When I first began writing, it was difficult to explain to others how I came up with my ideas. It’s one question that is often asked by people who maybe don’t do art, but are ones who appreciate of all different mediums. It’s also asked by those who are just starting out, as if they’re asking for permission, or want to know that they’re “doing it right” from someone who has been “doing it” for a while. When I’ve listened to other artists explain their idea creation, it’s always different. I believe that though their interpretations differ, what they try to explain is the same. Natalie Goldberg, in her book Wild Mind: Living the Writer’s Life, encourages writers to practice. Throughout her book, she gives lots of suggestions for how to go about it. When we begin to practice creativity, it takes us out of our current time and space.
“Writing practice teaches us…to go out there in the wilderness and make friends with it…we have to be willing to enter wild mind, where everything exists and where we are not separate…Writing practice takes us to a place where boundaries melt…You taste impermanence.” This is how she describes our imagination. When we decide to make art, we have to travel to wild mind. Monkey mind is where control lives, where there are boundaries. The more we practice, the easier it becomes to traverse the road to the wilderness where unknown things live. It is from this place that art is authentic, that ideas float on the air, the space that becomes addictive to those who make art a priority in their lives.
Many people shy away from any esoteric-ness in art, whether it’s the explanation of how an artist “came up with the idea”, or how it makes the one feel while viewing/experiencing the art. Maybe that’s part of the reason why it’s difficult to explain, unless one is aware that that’s where their imagination runs to when they “come up with an idea”. To be less esoteric, “When you write, you tap the core of your wildness, you have to be prepared to let that live inside you and not destroy it…Writing is a great journey. It is a path with the possibility of making us free.”
All art has this possibility. How do we become free? I think it happens when we investigate every part of ourselves and drag to light even those pieces that are dark. Children think nothing of stripping off confining clothes. They’re free. They’re comfortable exposing themselves because society hasn’t told them that it’s not acceptable. When we can pull off our outer trappings and expose ourselves, even if it’s to our own eyes, then we become free, or freer than we were before we began to create.

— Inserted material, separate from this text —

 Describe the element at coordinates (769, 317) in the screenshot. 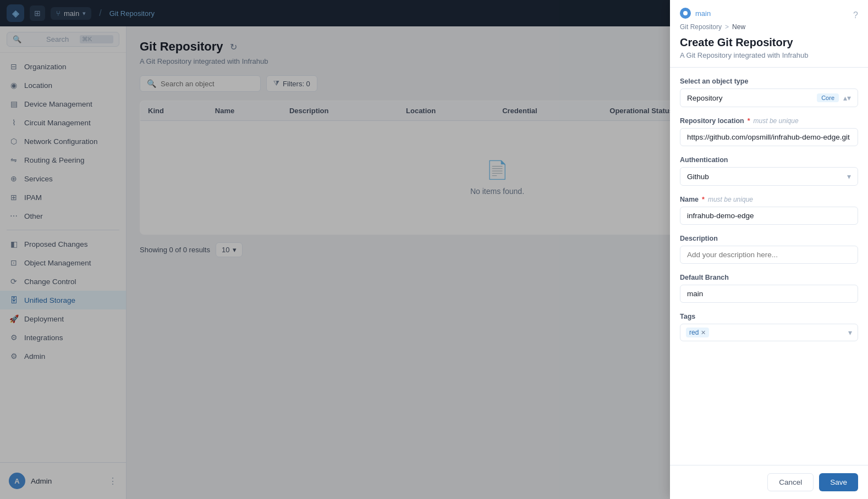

What has been true for me, and for others that have shared with me, is that once the journey down the creative road begins, there’s no getting off of it. The path may detour, and there most certainly will be mountains and holes and tigers and poisonous spears and helpful fairies, but once we begin, we can’t turn back. If we do, the effort is greater than it is to continue moving forward. “I thought of the pain of writing. I thought it was more painful never to write.”
I welcome you to view my writing journey on my website: www.myjoyenterprises.com
Have you ventured into the wilderness of your own wild mind? Did it make you free?